Now I stick my neck out with probable solutions:
- The consumers shrugs off at the thought of investing Rs.120 + per Watt p. He is also not very confident about the output promised and the various ifs and buts - temperature coefficient, diffused isolation etc.
- In a high interest rate regime you cannot make 8 year payback period attractive.
- 3. Nobody is confident of supplying power to the grid - even the grid looks at you with suspicion.
- Nobody understands 1KWH unless he is told of the output it can give - run your AC for x minutes, or your computers of Y minutes etc.
- Subsidy is seen as a burden (maybe even by the Govt which wants to just show what is being done in Green energy). The helpless Grid Co's must be seeing the REC obligations as an irritant to their finances and don't care about the few kw's being supplied to them from some shut homes in the afternoon etc...
- There is always lurking danger of a scam which concerns all of the players.
- Opinion makers - like architects, builders, lighting consultants and many others have no .........well opinion and stake in this solar energy.
Now I stick my neck out with probable solutions:
- It is a myth that technology is useful only for the well endowed and prosperous. Consider the deft use of your computers and smart phones by small kids in your families who are in school and hardly get some pocket money. Also consider the Dhaba walla who runs his jazzy lights on a Battery. Yes the well endowed is more likely to invest in a traditional system but the other two are more likely to find newer applications.
- In all the discussions there is hardly a Utility Grid Engineer or Senior person. My suggestion to the very learned people is to invite one here or even have a closed discussion in presence of some seniors of the group. Let him take a scenario of an upcoming housing colony at the outskirts of a big city which does not have the luxury of stable power supply like the big city.
- Let an application be put on solar - with or without batteries, with or without inverters. Let the architect, developer, lighting consultant and any other relevant person discuss it thread bare. This will make all the guys stakeholders. Let them list out the various findings:
- Increase/decrease in cost of the project and also decrease in the maintenance costs for the tenants on recurring basis with or without the tax concession give by the local municipal corp.

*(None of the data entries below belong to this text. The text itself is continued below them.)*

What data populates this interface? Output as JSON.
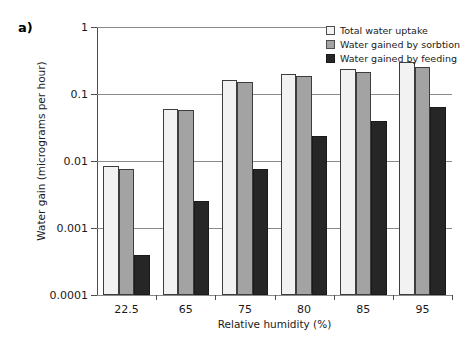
{
  "panel": {
    "label": "a)"
  },
  "chart_data": {
    "type": "bar",
    "title": "",
    "xlabel": "Relative humidity (%)",
    "ylabel": "Water gain (micrograms per hour)",
    "categories": [
      "22.5",
      "65",
      "75",
      "80",
      "85",
      "95"
    ],
    "yscale": "log",
    "ylim": [
      0.0001,
      1
    ],
    "yticks": [
      0.0001,
      0.001,
      0.01,
      0.1,
      1
    ],
    "ytick_labels": [
      "0.0001",
      "0.001",
      "0.01",
      "0.1",
      "1"
    ],
    "grid": true,
    "legend_position": "top-right",
    "series": [
      {
        "name": "Total water uptake",
        "color": "#f2f2f2",
        "values": [
          0.0085,
          0.06,
          0.16,
          0.2,
          0.24,
          0.3
        ]
      },
      {
        "name": "Water gained by sorbtion",
        "color": "#a3a3a3",
        "values": [
          0.0075,
          0.057,
          0.15,
          0.185,
          0.215,
          0.255
        ]
      },
      {
        "name": "Water gained by feeding",
        "color": "#262626",
        "values": [
          0.0004,
          0.0025,
          0.0075,
          0.024,
          0.04,
          0.065
        ]
      }
    ]
  }
}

- Reduction in costs to the Utility in terms of maintaining last few miles voltage, avoiding extra wiring, transformer installations to reinforce demand surges and need to buy expensive peaking power in afternoon should this model be replicated thru any one distribution area. This may change his views on solar power and make grid connected PV more acceptable.
- Reducing costs of REC's by utility if they choose to put simple applications eg: solar street lights - thus avoiding costly purchase and transmission of power thru his own leaky grid.

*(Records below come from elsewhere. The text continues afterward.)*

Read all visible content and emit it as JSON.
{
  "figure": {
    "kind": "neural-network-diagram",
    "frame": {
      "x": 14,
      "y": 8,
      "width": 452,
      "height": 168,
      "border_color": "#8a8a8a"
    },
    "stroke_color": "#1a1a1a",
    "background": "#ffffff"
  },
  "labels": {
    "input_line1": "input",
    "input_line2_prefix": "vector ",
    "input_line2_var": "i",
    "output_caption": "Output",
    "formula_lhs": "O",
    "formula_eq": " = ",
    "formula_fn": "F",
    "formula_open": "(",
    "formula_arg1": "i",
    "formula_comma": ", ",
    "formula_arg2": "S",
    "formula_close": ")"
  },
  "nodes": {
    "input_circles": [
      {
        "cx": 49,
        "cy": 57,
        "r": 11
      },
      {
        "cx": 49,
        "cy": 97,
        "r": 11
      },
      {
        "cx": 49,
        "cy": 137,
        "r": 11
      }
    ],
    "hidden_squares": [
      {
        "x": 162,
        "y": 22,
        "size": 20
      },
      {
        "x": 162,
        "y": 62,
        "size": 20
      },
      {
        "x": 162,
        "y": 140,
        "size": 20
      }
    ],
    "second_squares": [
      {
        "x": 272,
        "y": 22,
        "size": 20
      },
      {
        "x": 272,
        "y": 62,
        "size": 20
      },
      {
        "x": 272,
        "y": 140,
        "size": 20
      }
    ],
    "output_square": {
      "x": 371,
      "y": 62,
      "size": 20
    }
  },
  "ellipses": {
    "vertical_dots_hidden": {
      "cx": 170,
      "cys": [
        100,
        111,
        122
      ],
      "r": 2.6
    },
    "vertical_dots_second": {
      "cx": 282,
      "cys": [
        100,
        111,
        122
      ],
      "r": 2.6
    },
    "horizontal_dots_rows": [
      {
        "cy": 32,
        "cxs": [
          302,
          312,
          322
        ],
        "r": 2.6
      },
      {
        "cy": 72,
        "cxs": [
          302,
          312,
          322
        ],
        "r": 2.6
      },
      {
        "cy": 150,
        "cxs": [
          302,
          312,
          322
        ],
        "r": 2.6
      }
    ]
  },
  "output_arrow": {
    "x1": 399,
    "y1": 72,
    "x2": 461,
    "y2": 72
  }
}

- Take some obvious application off the grid - 90% of Indian population can have solar water heating for 9 months of the year.

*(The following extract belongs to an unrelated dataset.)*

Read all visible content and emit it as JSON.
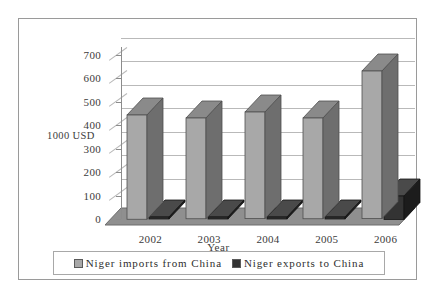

- Ask the developer to calculate his lower demanded load from utility figure.
- Multiply the amount x potential of "being constructed suburb". See the relief the grip gets if the same is duplicated in a mature city and then we can dream about the whole country.
- About the not so well endowed guy - research will show he is using very costly fuel. And the power convertor (DG set at the highest and Kerosene lamp at the lowest level) is inefficient. Plus there is a different pull from a customer who is in a zero sum game.